I heard about this story recently and I was surprised how they got away with covering it up. IMO if a building has a chance of collapse you have a moral duty to tell the people inside it. And this whole thing was celebrated as a success story of admitting mistakes when they didn’t actually admit the mistake until it was already fixed.
What a scary situation (for once that word seems properly used here).
They weren't even taking into account things like uncertainty and fat tail events, which is the usual cause of complacency and disaster in these sort of situations. Take an average hundred year span and it was almost certain to collapse and kill thousands. Wow.
I heard about this story recently and I was surprised how they got away with covering it up. IMO if a building has a chance of collapse you have a moral duty to tell the people inside it. And this whole thing was celebrated as a success story of admitting mistakes when they didn’t actually admit the mistake until it was already fixed.
Recent buildings with massive construction mistakes:
https://en.wikipedia.org/wiki/Millennium_Tower_(San_Francisc...
https://en.wikipedia.org/wiki/161_Maiden_Lane
What a scary situation (for once that word seems properly used here).
They weren't even taking into account things like uncertainty and fat tail events, which is the usual cause of complacency and disaster in these sort of situations. Take an average hundred year span and it was almost certain to collapse and kill thousands. Wow.
Veritasium covered this story recently.
https://youtu.be/Q56PMJbCFXQ?si=GmVD26JBJlot-dff
Credit for them being forthcoming and prepping evacuation plans and so on.
People recognizing "I don't like this information, but I have to do the hard thing." is what keeps society going.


Task instructions:
Below are the records; restate all of them exactly.

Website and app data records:
++++++++

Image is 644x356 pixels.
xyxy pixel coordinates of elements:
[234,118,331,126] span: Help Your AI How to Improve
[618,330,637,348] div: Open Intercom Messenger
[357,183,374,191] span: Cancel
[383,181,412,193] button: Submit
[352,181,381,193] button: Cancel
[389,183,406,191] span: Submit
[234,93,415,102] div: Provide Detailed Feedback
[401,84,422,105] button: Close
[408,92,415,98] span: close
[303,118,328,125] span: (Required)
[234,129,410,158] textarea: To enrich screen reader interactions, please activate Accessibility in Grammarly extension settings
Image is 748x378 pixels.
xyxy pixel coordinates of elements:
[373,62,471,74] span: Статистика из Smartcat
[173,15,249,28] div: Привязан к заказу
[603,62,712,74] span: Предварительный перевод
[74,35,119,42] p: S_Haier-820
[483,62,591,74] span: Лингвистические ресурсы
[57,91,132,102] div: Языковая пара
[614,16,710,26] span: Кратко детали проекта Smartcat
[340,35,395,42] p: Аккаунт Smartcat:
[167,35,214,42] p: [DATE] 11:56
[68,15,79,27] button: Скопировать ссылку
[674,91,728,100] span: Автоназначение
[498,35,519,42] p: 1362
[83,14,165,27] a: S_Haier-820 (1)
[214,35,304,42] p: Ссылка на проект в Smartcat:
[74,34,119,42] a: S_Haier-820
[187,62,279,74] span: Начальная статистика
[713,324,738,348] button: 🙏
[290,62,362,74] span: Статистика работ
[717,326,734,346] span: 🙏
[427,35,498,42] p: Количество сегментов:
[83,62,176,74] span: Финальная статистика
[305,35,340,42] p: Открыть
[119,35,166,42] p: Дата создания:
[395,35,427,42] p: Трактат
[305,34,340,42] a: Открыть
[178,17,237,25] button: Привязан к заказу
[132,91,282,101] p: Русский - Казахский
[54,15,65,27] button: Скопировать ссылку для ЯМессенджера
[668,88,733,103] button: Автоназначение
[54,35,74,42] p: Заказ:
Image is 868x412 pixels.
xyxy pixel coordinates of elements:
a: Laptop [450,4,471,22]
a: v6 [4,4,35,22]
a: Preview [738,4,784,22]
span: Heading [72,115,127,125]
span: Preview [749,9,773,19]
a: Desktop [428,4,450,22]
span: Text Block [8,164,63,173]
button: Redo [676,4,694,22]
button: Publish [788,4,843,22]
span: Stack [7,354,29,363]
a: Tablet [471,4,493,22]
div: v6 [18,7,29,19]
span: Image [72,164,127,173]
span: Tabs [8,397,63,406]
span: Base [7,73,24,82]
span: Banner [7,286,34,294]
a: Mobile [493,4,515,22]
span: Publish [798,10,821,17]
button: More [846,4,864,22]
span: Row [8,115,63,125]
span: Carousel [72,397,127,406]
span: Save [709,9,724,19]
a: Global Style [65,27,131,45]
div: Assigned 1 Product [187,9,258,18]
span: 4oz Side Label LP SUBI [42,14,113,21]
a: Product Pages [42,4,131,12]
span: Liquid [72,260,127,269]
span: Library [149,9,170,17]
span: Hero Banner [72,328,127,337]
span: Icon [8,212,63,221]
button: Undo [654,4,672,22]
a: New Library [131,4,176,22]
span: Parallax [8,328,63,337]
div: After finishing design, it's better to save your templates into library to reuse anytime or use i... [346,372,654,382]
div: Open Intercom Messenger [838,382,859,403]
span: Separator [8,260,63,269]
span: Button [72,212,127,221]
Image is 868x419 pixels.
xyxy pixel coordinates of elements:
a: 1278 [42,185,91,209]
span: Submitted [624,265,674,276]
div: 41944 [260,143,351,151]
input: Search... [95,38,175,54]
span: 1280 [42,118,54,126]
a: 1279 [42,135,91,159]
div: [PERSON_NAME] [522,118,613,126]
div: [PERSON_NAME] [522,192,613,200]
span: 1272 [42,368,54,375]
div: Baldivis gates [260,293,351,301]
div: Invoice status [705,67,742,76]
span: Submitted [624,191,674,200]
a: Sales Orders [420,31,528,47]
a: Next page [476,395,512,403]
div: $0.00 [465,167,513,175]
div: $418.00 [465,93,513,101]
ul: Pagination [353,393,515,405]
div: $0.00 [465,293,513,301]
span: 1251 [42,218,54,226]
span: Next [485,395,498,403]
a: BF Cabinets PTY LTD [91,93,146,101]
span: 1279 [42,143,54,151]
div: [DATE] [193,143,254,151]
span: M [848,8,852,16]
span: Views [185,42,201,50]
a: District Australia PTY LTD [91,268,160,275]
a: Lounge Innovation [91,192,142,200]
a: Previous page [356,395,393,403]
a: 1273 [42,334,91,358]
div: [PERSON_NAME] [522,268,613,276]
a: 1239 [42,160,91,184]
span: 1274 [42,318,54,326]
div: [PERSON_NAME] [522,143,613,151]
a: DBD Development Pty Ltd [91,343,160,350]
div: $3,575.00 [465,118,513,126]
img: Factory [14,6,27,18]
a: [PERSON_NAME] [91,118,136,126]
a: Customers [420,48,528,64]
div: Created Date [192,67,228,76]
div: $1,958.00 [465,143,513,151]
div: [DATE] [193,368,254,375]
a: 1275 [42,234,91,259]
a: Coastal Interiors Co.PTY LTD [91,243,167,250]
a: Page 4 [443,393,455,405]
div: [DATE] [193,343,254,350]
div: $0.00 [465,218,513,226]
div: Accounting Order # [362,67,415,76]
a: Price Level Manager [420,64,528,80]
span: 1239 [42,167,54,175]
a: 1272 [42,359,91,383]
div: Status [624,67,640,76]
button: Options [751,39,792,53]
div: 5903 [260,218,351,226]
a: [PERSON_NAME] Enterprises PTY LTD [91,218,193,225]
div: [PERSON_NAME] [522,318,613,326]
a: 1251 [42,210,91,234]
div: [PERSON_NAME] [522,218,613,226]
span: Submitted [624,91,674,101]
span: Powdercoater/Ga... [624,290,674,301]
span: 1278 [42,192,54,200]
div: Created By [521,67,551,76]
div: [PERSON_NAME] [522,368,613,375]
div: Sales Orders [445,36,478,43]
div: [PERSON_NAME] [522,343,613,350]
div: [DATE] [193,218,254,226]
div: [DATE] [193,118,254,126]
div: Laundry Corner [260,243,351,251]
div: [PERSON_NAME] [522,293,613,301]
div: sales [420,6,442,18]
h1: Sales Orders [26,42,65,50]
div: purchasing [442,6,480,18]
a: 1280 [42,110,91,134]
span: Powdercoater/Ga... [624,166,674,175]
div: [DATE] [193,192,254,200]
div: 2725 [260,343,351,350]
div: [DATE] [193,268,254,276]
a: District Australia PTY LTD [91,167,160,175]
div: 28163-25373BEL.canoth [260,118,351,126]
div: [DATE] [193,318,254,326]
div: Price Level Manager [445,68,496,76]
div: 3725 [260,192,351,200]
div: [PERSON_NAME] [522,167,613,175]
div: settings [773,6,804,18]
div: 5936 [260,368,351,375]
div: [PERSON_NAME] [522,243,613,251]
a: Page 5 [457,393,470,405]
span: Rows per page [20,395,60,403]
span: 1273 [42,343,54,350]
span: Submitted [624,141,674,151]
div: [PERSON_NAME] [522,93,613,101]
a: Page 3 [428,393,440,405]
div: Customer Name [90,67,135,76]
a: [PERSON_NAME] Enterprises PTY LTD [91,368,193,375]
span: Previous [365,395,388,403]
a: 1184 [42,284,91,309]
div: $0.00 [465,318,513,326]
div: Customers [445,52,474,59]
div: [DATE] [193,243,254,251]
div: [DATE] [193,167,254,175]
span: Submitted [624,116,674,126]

++++++++

Answer section:
Image is 644x356 pixels.
xyxy pixel coordinates of elements:
[234,118,331,126] span: Help Your AI How to Improve
[618,330,637,348] div: Open Intercom Messenger
[357,183,374,191] span: Cancel
[383,181,412,193] button: Submit
[352,181,381,193] button: Cancel
[389,183,406,191] span: Submit
[234,93,415,102] div: Provide Detailed Feedback
[401,84,422,105] button: Close
[408,92,415,98] span: close
[303,118,328,125] span: (Required)
[234,129,410,158] textarea: To enrich screen reader interactions, please activate Accessibility in Grammarly extension settings
Image is 748x378 pixels.
xyxy pixel coordinates of elements:
[373,62,471,74] span: Статистика из Smartcat
[173,15,249,28] div: Привязан к заказу
[603,62,712,74] span: Предварительный перевод
[74,35,119,42] p: S_Haier-820
[483,62,591,74] span: Лингвистические ресурсы
[57,91,132,102] div: Языковая пара
[614,16,710,26] span: Кратко детали проекта Smartcat
[340,35,395,42] p: Аккаунт Smartcat:
[167,35,214,42] p: [DATE] 11:56
[68,15,79,27] button: Скопировать ссылку
[674,91,728,100] span: Автоназначение
[498,35,519,42] p: 1362
[83,14,165,27] a: S_Haier-820 (1)
[214,35,304,42] p: Ссылка на проект в Smartcat:
[74,34,119,42] a: S_Haier-820
[187,62,279,74] span: Начальная статистика
[713,324,738,348] button: 🙏
[290,62,362,74] span: Статистика работ
[717,326,734,346] span: 🙏
[427,35,498,42] p: Количество сегментов:
[83,62,176,74] span: Финальная статистика
[305,35,340,42] p: Открыть
[119,35,166,42] p: Дата создания:
[395,35,427,42] p: Трактат
[305,34,340,42] a: Открыть
[178,17,237,25] button: Привязан к заказу
[132,91,282,101] p: Русский - Казахский
[54,15,65,27] button: Скопировать ссылку для ЯМессенджера
[668,88,733,103] button: Автоназначение
[54,35,74,42] p: Заказ:
Image is 868x412 pixels.
xyxy pixel coordinates of elements:
a: Laptop [450,4,471,22]
a: v6 [4,4,35,22]
a: Preview [738,4,784,22]
span: Heading [72,115,127,125]
span: Preview [749,9,773,19]
a: Desktop [428,4,450,22]
span: Text Block [8,164,63,173]
button: Redo [676,4,694,22]
button: Publish [788,4,843,22]
span: Stack [7,354,29,363]
a: Tablet [471,4,493,22]
div: v6 [18,7,29,19]
span: Image [72,164,127,173]
span: Tabs [8,397,63,406]
span: Base [7,73,24,82]
span: Banner [7,286,34,294]
a: Mobile [493,4,515,22]
span: Publish [798,10,821,17]
button: More [846,4,864,22]
span: Row [8,115,63,125]
span: Carousel [72,397,127,406]
span: Save [709,9,724,19]
a: Global Style [65,27,131,45]
div: Assigned 1 Product [187,9,258,18]
span: 4oz Side Label LP SUBI [42,14,113,21]
a: Product Pages [42,4,131,12]
span: Liquid [72,260,127,269]
span: Library [149,9,170,17]
span: Hero Banner [72,328,127,337]
span: Icon [8,212,63,221]
button: Undo [654,4,672,22]
a: New Library [131,4,176,22]
span: Parallax [8,328,63,337]
div: After finishing design, it's better to save your templates into library to reuse anytime or use i... [346,372,654,382]
div: Open Intercom Messenger [838,382,859,403]
span: Separator [8,260,63,269]
span: Button [72,212,127,221]
Image is 868x419 pixels.
xyxy pixel coordinates of elements:
a: 1278 [42,185,91,209]
span: Submitted [624,265,674,276]
div: 41944 [260,143,351,151]
input: Search... [95,38,175,54]
span: 1280 [42,118,54,126]
a: 1279 [42,135,91,159]
div: [PERSON_NAME] [522,118,613,126]
div: [PERSON_NAME] [522,192,613,200]
span: 1272 [42,368,54,375]
div: Baldivis gates [260,293,351,301]
div: Invoice status [705,67,742,76]
span: Submitted [624,191,674,200]
a: Sales Orders [420,31,528,47]
a: Next page [476,395,512,403]
div: $0.00 [465,167,513,175]
div: $418.00 [465,93,513,101]
ul: Pagination [353,393,515,405]
div: $0.00 [465,293,513,301]
span: 1251 [42,218,54,226]
span: Next [485,395,498,403]
a: BF Cabinets PTY LTD [91,93,146,101]
span: 1279 [42,143,54,151]
div: [DATE] [193,143,254,151]
span: M [848,8,852,16]
span: Views [185,42,201,50]
a: District Australia PTY LTD [91,268,160,275]
a: Lounge Innovation [91,192,142,200]
a: Previous page [356,395,393,403]
a: 1273 [42,334,91,358]
div: [PERSON_NAME] [522,268,613,276]
a: 1239 [42,160,91,184]
span: 1274 [42,318,54,326]
div: [PERSON_NAME] [522,143,613,151]
a: DBD Development Pty Ltd [91,343,160,350]
div: $3,575.00 [465,118,513,126]
img: Factory [14,6,27,18]
a: [PERSON_NAME] [91,118,136,126]
a: Customers [420,48,528,64]
div: Created Date [192,67,228,76]
div: $1,958.00 [465,143,513,151]
div: [DATE] [193,368,254,375]
a: 1275 [42,234,91,259]
a: Coastal Interiors Co.PTY LTD [91,243,167,250]
a: Page 4 [443,393,455,405]
div: [DATE] [193,343,254,350]
div: $0.00 [465,218,513,226]
div: Accounting Order # [362,67,415,76]
a: Price Level Manager [420,64,528,80]
span: 1239 [42,167,54,175]
a: 1272 [42,359,91,383]
div: Status [624,67,640,76]
button: Options [751,39,792,53]
div: 5903 [260,218,351,226]
a: [PERSON_NAME] Enterprises PTY LTD [91,218,193,225]
div: [PERSON_NAME] [522,318,613,326]
a: 1251 [42,210,91,234]
div: [PERSON_NAME] [522,218,613,226]
span: Submitted [624,91,674,101]
span: Powdercoater/Ga... [624,290,674,301]
span: 1278 [42,192,54,200]
div: Created By [521,67,551,76]
div: [PERSON_NAME] [522,368,613,375]
div: Sales Orders [445,36,478,43]
div: [PERSON_NAME] [522,343,613,350]
div: [DATE] [193,218,254,226]
div: [DATE] [193,118,254,126]
div: Laundry Corner [260,243,351,251]
div: [PERSON_NAME] [522,293,613,301]
div: sales [420,6,442,18]
h1: Sales Orders [26,42,65,50]
div: purchasing [442,6,480,18]
a: 1280 [42,110,91,134]
span: Powdercoater/Ga... [624,166,674,175]
div: [DATE] [193,192,254,200]
div: 2725 [260,343,351,350]
div: [DATE] [193,268,254,276]
a: District Australia PTY LTD [91,167,160,175]
div: 28163-25373BEL.canoth [260,118,351,126]
div: [DATE] [193,318,254,326]
div: Price Level Manager [445,68,496,76]
div: 3725 [260,192,351,200]
div: [PERSON_NAME] [522,167,613,175]
div: settings [773,6,804,18]
div: 5936 [260,368,351,375]
div: [PERSON_NAME] [522,243,613,251]
a: Page 5 [457,393,470,405]
span: Rows per page [20,395,60,403]
span: 1273 [42,343,54,350]
span: Submitted [624,141,674,151]
div: [PERSON_NAME] [522,93,613,101]
a: Page 3 [428,393,440,405]
div: Customer Name [90,67,135,76]
a: [PERSON_NAME] Enterprises PTY LTD [91,368,193,375]
span: Previous [365,395,388,403]
a: 1184 [42,284,91,309]
div: $0.00 [465,318,513,326]
div: Customers [445,52,474,59]
div: [DATE] [193,243,254,251]
div: [DATE] [193,167,254,175]
span: Submitted [624,116,674,126]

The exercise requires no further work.